I had to chmod 777 the /website/vuser directory just so that new user
creates would work otherwise when it changes uid to some virtual id such
as 2003, it would not be allowed to create anything in the directory to
begin with no matter who owned it.
Its really problematic because even if end user creates the
/website/vuser/test.com directory ahead of time with correct uid and gid
like postfix seems to need to work, the uids are an autoincrement field
starting at 2002 for each new added user, so you can see how this could be
cumbersome quickly.
The way postfix is currently working only feasible way to do it would be
every virtual user on system share same uid then that parent directory
could be
owned by that user. In that system, every ftp account, imap, pop3, email
account would be owned by same id. I'm almost considering moving to doing
it that way just to avoid these issues with postfix, as I'm really trying
to see any kind of security issues rising from a parent process forking to
the same uid for everything. Only one I can see is if ftp users were not
chrooted to their homedirectory they could go around deleting other users
files. SInce reason I am sharing same gid across all virtual users to
begin with is to chroot ftp users to their home directory, maybe any
security risk may be alleviated.
A correct solution I think however for postfix would be if mkdir fails
with permission denied errors on parent directory, to change uid to root,
create directory and change permissions on it.

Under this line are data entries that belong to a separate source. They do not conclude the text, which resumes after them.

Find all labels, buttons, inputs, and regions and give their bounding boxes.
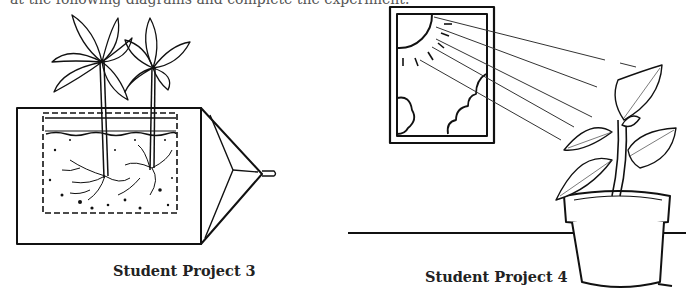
figure-student-project-4: Student Project 4 xyxy=(340,0,697,303)
box-outline xyxy=(17,108,201,244)
figure-student-project-3: Student Project 3 xyxy=(0,0,300,303)
sun-icon xyxy=(397,14,432,48)
window-frame xyxy=(390,7,494,143)
root-box-illustration xyxy=(0,0,300,303)
caption-student-project-3: Student Project 3 xyxy=(113,262,256,279)
pot-body xyxy=(572,222,664,287)
caption-student-project-4: Student Project 4 xyxy=(425,268,568,285)
roots xyxy=(62,145,172,200)
plant-window-illustration xyxy=(340,0,697,303)
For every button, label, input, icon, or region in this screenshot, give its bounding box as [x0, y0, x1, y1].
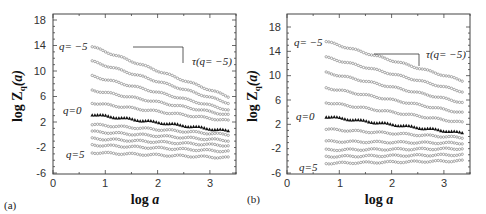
series-q-0 [90, 113, 230, 132]
series-q--2 [325, 87, 463, 114]
chart-a-svg: -6 -2 2 6 10 14 18 0 1 2 3 log a log Zq(… [0, 0, 243, 214]
y-tick-labels-b: -6 -2 2 6 10 14 18 [269, 21, 281, 179]
y-tick-labels-a: -6 -2 2 6 10 14 18 [34, 14, 46, 179]
y-axis-title: log Zq(a) [245, 70, 262, 122]
tau-slope-bracket [133, 47, 183, 63]
y-tick: 10 [269, 69, 281, 81]
x-tick: 3 [207, 177, 213, 189]
x-axis-title: log a [131, 192, 159, 207]
x-tick: 2 [389, 177, 395, 189]
panel-a: -6 -2 2 6 10 14 18 0 1 2 3 log a log Zq(… [0, 0, 243, 214]
annotation-tau: τ(q= −5) [192, 55, 232, 68]
x-tick: 1 [102, 177, 108, 189]
chart-b-svg: -6 -2 2 6 10 14 18 0 1 2 3 log a log Zq(… [243, 0, 486, 214]
series-q-3 [325, 147, 463, 152]
annotation-q-minus-5: q= −5 [294, 36, 323, 48]
y-tick: 6 [275, 94, 281, 106]
x-tick: 3 [441, 177, 447, 189]
x-tick: 2 [155, 177, 161, 189]
y-tick: -6 [271, 167, 281, 179]
series-q-5 [325, 159, 463, 165]
y-tick: 14 [34, 39, 46, 51]
series-q-5 [91, 151, 229, 159]
panel-label-b: (b) [247, 193, 260, 206]
x-tick: 0 [50, 177, 56, 189]
y-tick: -2 [271, 142, 281, 154]
annotation-q-5: q=5 [66, 148, 85, 160]
y-tick: 18 [34, 14, 46, 26]
annotation-q-0: q=0 [63, 104, 82, 116]
series-q-2 [325, 139, 463, 145]
y-axis-title: log Zq(a) [10, 70, 27, 122]
series-q-0 [324, 115, 464, 134]
panel-b: -6 -2 2 6 10 14 18 0 1 2 3 log a log Zq(… [243, 0, 486, 214]
y-tick: 14 [269, 45, 281, 57]
annotation-q-minus-5: q= −5 [59, 40, 88, 52]
annotation-tau: τ(q= −5) [426, 48, 466, 61]
annotation-q-0: q=0 [296, 110, 315, 122]
y-tick: 6 [40, 90, 46, 102]
x-tick-labels-b: 0 1 2 3 [284, 177, 447, 189]
y-tick: 2 [40, 116, 46, 128]
y-tick: -2 [36, 141, 46, 153]
y-tick: 2 [275, 118, 281, 130]
x-tick-labels-a: 0 1 2 3 [50, 177, 213, 189]
series-q--5 [91, 46, 229, 99]
x-axis-title: log a [365, 192, 393, 207]
y-tick: -6 [36, 167, 46, 179]
series-q-1 [325, 128, 463, 140]
x-tick: 0 [284, 177, 290, 189]
y-tick: 10 [34, 65, 46, 77]
annotation-q-5: q=5 [299, 161, 318, 173]
y-tick: 18 [269, 21, 281, 33]
series-q-4 [325, 153, 463, 158]
x-tick: 1 [337, 177, 343, 189]
panel-label-a: (a) [4, 199, 17, 212]
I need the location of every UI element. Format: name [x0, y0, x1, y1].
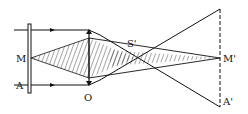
plate — [28, 24, 31, 93]
label-A-prime: A' — [222, 96, 233, 107]
optics-diagram: M A O S' M' A' — [0, 0, 248, 114]
arrow-bottom-icon — [50, 83, 55, 87]
label-S-prime: S' — [127, 38, 137, 49]
arrow-top-icon — [50, 28, 55, 32]
label-M: M — [16, 53, 26, 64]
label-A: A — [15, 80, 24, 91]
ray-top-outgoing — [100, 35, 220, 107]
hatched-cone-right-fill — [110, 50, 220, 66]
ray-bottom-outgoing — [100, 9, 220, 80]
hatched-cone-left — [31, 38, 89, 78]
label-O: O — [84, 92, 92, 103]
label-M-prime: M' — [223, 53, 236, 64]
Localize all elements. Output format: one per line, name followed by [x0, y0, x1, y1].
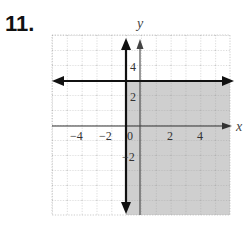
inequality-graph: y x −4 −2 0 2 4 4 2 −2: [0, 0, 252, 227]
x-tick--4: −4: [70, 129, 83, 143]
y-tick--2: −2: [122, 150, 135, 164]
x-tick-4: 4: [197, 129, 203, 143]
x-tick--2: −2: [99, 129, 112, 143]
x-tick-0: 0: [127, 129, 133, 143]
y-tick-2: 2: [130, 90, 136, 104]
x-tick-2: 2: [167, 129, 173, 143]
y-tick-4: 4: [130, 60, 136, 74]
grid: [52, 35, 230, 215]
y-axis-label: y: [135, 16, 144, 31]
x-axis-label: x: [235, 119, 243, 134]
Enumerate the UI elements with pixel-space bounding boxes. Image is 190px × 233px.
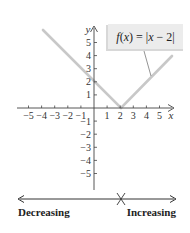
x-tick-label: 4 <box>144 110 149 121</box>
decreasing-label: Decreasing <box>18 206 70 218</box>
y-tick-label: 4 <box>86 50 91 61</box>
x-tick-label: −5 <box>23 110 34 121</box>
y-tick-label: 1 <box>86 89 91 100</box>
y-axis: 5 4 3 2 1 −1 −2 −3 −4 −5 y <box>80 23 97 190</box>
increasing-label: Increasing <box>127 206 177 218</box>
x-axis-label: x <box>168 109 174 121</box>
y-tick-label: 2 <box>86 76 91 87</box>
absolute-value-diagram: −5 −4 −3 −2 −1 1 2 3 4 5 x <box>0 0 190 233</box>
function-label-box: f(x) = |x − 2| <box>106 24 183 51</box>
x-tick-label: 1 <box>105 110 110 121</box>
label-leader-line <box>144 51 151 76</box>
y-tick-label: −4 <box>80 155 91 166</box>
x-tick-label: −4 <box>36 110 47 121</box>
y-axis-label: y <box>85 23 91 35</box>
y-tick-label: 3 <box>86 63 91 74</box>
y-tick-label: −1 <box>80 116 91 127</box>
number-line <box>18 193 176 205</box>
x-tick-label: 2 <box>118 110 123 121</box>
function-label: f(x) = |x − 2| <box>116 30 174 44</box>
x-tick-label: −3 <box>49 110 60 121</box>
x-tick-label: 3 <box>131 110 136 121</box>
y-tick-label: −2 <box>80 129 91 140</box>
x-tick-label: 5 <box>157 110 162 121</box>
y-tick-label: 5 <box>86 37 91 48</box>
y-tick-label: −5 <box>80 168 91 179</box>
x-tick-label: −2 <box>62 110 73 121</box>
x-axis: −5 −4 −3 −2 −1 1 2 3 4 5 x <box>17 105 174 122</box>
y-tick-label: −3 <box>80 142 91 153</box>
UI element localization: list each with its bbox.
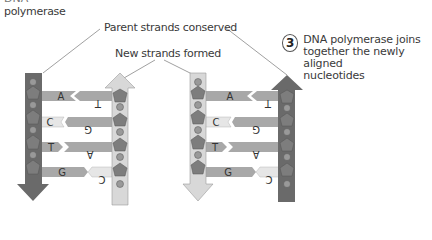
parent-strands-label: Parent strands conserved — [104, 22, 237, 34]
left-parent-base-3: T — [47, 142, 55, 153]
right-helix: A C T G T G A C — [183, 73, 303, 202]
right-new-base-2: C — [213, 117, 220, 128]
step-3-annotation: 3 DNA polymerase joins together the newl… — [282, 34, 432, 82]
right-parent-base-1: T — [264, 98, 272, 109]
step-line-2: together the newly aligned — [303, 46, 432, 70]
right-new-base-3: T — [211, 142, 219, 153]
left-new-base-3: A — [86, 149, 93, 160]
parent-leader-line-right — [226, 28, 287, 75]
left-helix: A C T G T G A C — [17, 73, 135, 205]
right-parent-base-4: C — [265, 174, 272, 185]
left-new-base-1: T — [94, 98, 102, 109]
left-parent-base-4: G — [58, 167, 66, 178]
parent-leader-line-left — [43, 29, 100, 73]
right-new-base-4: G — [224, 167, 232, 178]
right-parent-base-3: A — [252, 149, 259, 160]
step-description: DNA polymerase joins together the newly … — [303, 34, 432, 82]
step-number-badge: 3 — [282, 34, 298, 52]
right-new-base-1: A — [227, 91, 234, 102]
left-parent-base-1: A — [58, 91, 65, 102]
new-strands-label: New strands formed — [115, 48, 221, 60]
left-parent-base-2: C — [47, 117, 54, 128]
left-new-base-4: C — [98, 174, 105, 185]
right-parent-base-2: G — [252, 124, 260, 135]
left-new-base-2: G — [84, 124, 92, 135]
new-leader-line-left — [124, 60, 155, 78]
step-line-3: nucleotides — [303, 70, 432, 82]
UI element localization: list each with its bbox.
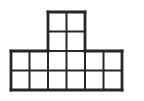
grid-cell	[48, 71, 67, 91]
square-grid-figure	[0, 0, 144, 101]
grid-cell	[30, 51, 49, 71]
grid-cell	[48, 51, 67, 71]
grid-cell	[67, 12, 86, 32]
grid-cell	[11, 51, 30, 71]
grid-cell	[30, 71, 49, 91]
grid-cell	[85, 71, 104, 91]
grid-cell	[11, 71, 30, 91]
grid-cell	[67, 51, 86, 71]
grid-cell	[48, 12, 67, 32]
grid-cell	[104, 71, 123, 91]
grid-cell	[67, 71, 86, 91]
grid-cell	[85, 51, 104, 71]
grid-cell	[67, 32, 86, 52]
figure-canvas	[0, 0, 144, 101]
grid-cell	[104, 51, 123, 71]
grid-cell	[48, 32, 67, 52]
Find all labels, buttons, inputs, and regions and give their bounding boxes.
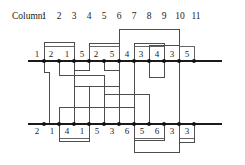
column-number-4: 4: [87, 12, 92, 22]
top-value-2: 2: [49, 50, 54, 59]
top-value-7: 4: [125, 50, 130, 59]
connector-c5-to-c3: [104, 61, 119, 70]
bottom-value-4: 1: [80, 127, 85, 136]
column-number-1: 1: [42, 12, 47, 22]
top-value-5: 2: [94, 50, 99, 59]
bottom-value-11: 3: [185, 127, 190, 136]
connector-c1-to-c2: [44, 61, 49, 124]
bottom-node-8: [147, 122, 151, 126]
bottom-value-5: 5: [95, 127, 100, 136]
bottom-value-8: 5: [140, 127, 145, 136]
bottom-value-6: 3: [110, 127, 115, 136]
top-value-1: 1: [35, 50, 40, 59]
bottom-value-10: 3: [170, 127, 175, 136]
column-number-3: 3: [72, 12, 77, 22]
column-number-6: 6: [117, 12, 122, 22]
top-node-1: [42, 59, 46, 63]
top-node-10: [177, 59, 181, 63]
connector-c4-left-drop: [74, 61, 89, 124]
bottom-node-6: [117, 122, 121, 126]
top-value-4: 5: [80, 50, 85, 59]
bottom-node-4: [87, 122, 91, 126]
bottom-value-2: 1: [50, 127, 55, 136]
top-node-7: [132, 59, 136, 63]
top-value-6: 5: [110, 50, 115, 59]
bottom-value-7: 6: [125, 127, 130, 136]
top-node-8: [147, 59, 151, 63]
top-value-9: 4: [155, 50, 160, 59]
bottom-node-3: [72, 122, 76, 126]
routing-diagram: Column: 1 2 3 4 5 6 7 8 9 10 11 1 2 1 5 …: [0, 0, 245, 165]
bottom-box-2-4: [59, 124, 89, 138]
column-number-7: 7: [132, 12, 137, 22]
column-number-11: 11: [191, 12, 200, 22]
bottom-node-5: [102, 122, 106, 126]
connector-c8-to-c9: [149, 61, 164, 77]
top-node-4: [87, 59, 91, 63]
bottom-value-1: 2: [35, 127, 40, 136]
bottom-value-3: 4: [65, 127, 70, 136]
top-node-11: [192, 59, 196, 63]
column-number-10: 10: [175, 12, 185, 22]
column-number-2: 2: [57, 12, 62, 22]
column-number-5: 5: [102, 12, 107, 22]
bottom-node-7: [132, 122, 136, 126]
rail-layer: [28, 61, 222, 124]
column-header-label: Column:: [12, 12, 45, 22]
top-node-3: [72, 59, 76, 63]
bottom-value-9: 6: [155, 127, 160, 136]
bottom-node-10: [177, 122, 181, 126]
column-number-9: 9: [162, 12, 167, 22]
bottom-node-2: [57, 122, 61, 126]
top-node-6: [117, 59, 121, 63]
top-node-9: [162, 59, 166, 63]
diagram-canvas: [0, 0, 245, 165]
bottom-node-9: [162, 122, 166, 126]
bottom-node-11: [192, 122, 196, 126]
bottom-node-1: [42, 122, 46, 126]
top-value-8: 3: [139, 50, 144, 59]
top-value-3: 1: [65, 50, 70, 59]
top-value-11: 5: [185, 50, 190, 59]
top-node-2: [57, 59, 61, 63]
top-node-5: [102, 59, 106, 63]
top-value-10: 3: [170, 50, 175, 59]
column-number-8: 8: [147, 12, 152, 22]
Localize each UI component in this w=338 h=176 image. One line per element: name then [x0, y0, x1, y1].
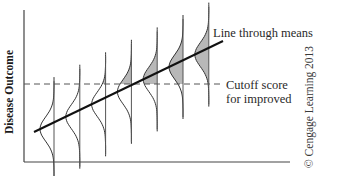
y-axis-label: Disease Outcome: [3, 32, 17, 152]
regression-line-label: Line through means: [213, 26, 313, 40]
cutoff-label-line-1: Cutoff score: [226, 78, 288, 92]
copyright-notice: © Cengage Learning 2013: [303, 38, 317, 168]
diagram: Disease Outcome Line through means Cutof…: [0, 0, 338, 176]
cutoff-label-line-2: for improved: [226, 92, 292, 106]
regression-line: [34, 41, 223, 132]
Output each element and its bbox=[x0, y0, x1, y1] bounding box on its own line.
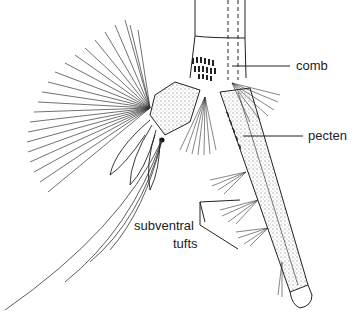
dorsal-brush bbox=[27, 20, 150, 192]
comb-scales bbox=[192, 57, 216, 81]
subventral-label: subventral bbox=[134, 219, 194, 232]
tufts-label: tufts bbox=[173, 237, 198, 250]
siphon bbox=[220, 88, 312, 308]
anal-papillae bbox=[110, 120, 160, 190]
pecten-label: pecten bbox=[308, 129, 347, 142]
comb-label: comb bbox=[296, 59, 328, 72]
larva-diagram bbox=[0, 0, 364, 322]
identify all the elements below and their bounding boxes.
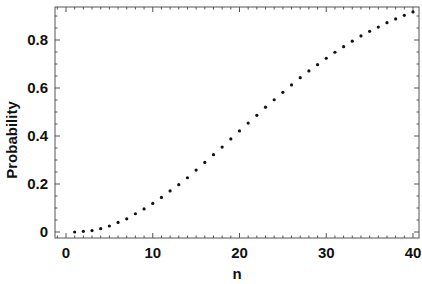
data-point [307,69,310,72]
data-point [221,145,224,148]
y-axis-ticks: 00.20.40.60.8 [27,16,419,240]
data-point [342,45,345,48]
data-point [160,196,163,199]
data-point [82,230,85,233]
data-point [169,189,172,192]
data-point [116,221,119,224]
data-point [394,17,397,20]
data-point [385,21,388,24]
data-point [99,227,102,230]
data-point [325,57,328,60]
data-point [212,153,215,156]
scatter-chart: 010203040 00.20.40.60.8 n Probability [0,0,422,284]
y-tick-label: 0.8 [27,31,48,48]
data-point [151,202,154,205]
data-points [73,10,415,233]
data-point [403,14,406,17]
y-tick-label: 0.6 [27,79,48,96]
x-axis-ticks: 010203040 [57,7,421,261]
data-point [359,34,362,37]
data-point [368,30,371,33]
data-point [290,83,293,86]
x-tick-label: 30 [318,244,335,261]
data-point [255,114,258,117]
data-point [333,51,336,54]
data-point [299,76,302,79]
data-point [177,183,180,186]
y-axis-label: Probability [3,101,20,179]
data-point [142,207,145,210]
data-point [377,25,380,28]
y-tick-label: 0 [40,223,48,240]
data-point [125,217,128,220]
x-tick-label: 0 [62,244,70,261]
data-point [108,224,111,227]
data-point [238,129,241,132]
data-point [90,229,93,232]
data-point [411,10,414,13]
y-tick-label: 0.2 [27,175,48,192]
data-point [264,106,267,109]
data-point [351,40,354,43]
x-axis-label: n [232,265,241,282]
data-point [229,137,232,140]
data-point [73,230,76,233]
plot-area-frame [55,7,419,238]
data-point [203,161,206,164]
data-point [273,98,276,101]
data-point [281,91,284,94]
data-point [316,63,319,66]
x-tick-label: 10 [144,244,161,261]
x-tick-label: 40 [405,244,422,261]
y-tick-label: 0.4 [27,127,49,144]
x-tick-label: 20 [231,244,248,261]
data-point [134,212,137,215]
data-point [195,168,198,171]
data-point [247,121,250,124]
data-point [186,176,189,179]
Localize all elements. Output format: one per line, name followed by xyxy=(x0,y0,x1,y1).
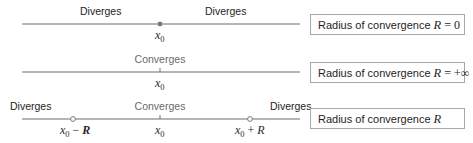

I think I may move to sharing same virtual uid and gid for all virtual
users since ftp chroot is only security risk I can see, and if I ever had
to move users to a new system and lost permissions on all directories
would be cumbersome to chown -R each user to respective uid again.
Dan.
On Wed, 1 Dec 2010, Wietse Venema wrote:
Dan:
Gid inherits top level directory GID?
Turn off the SETGID bit in the PARENT directory.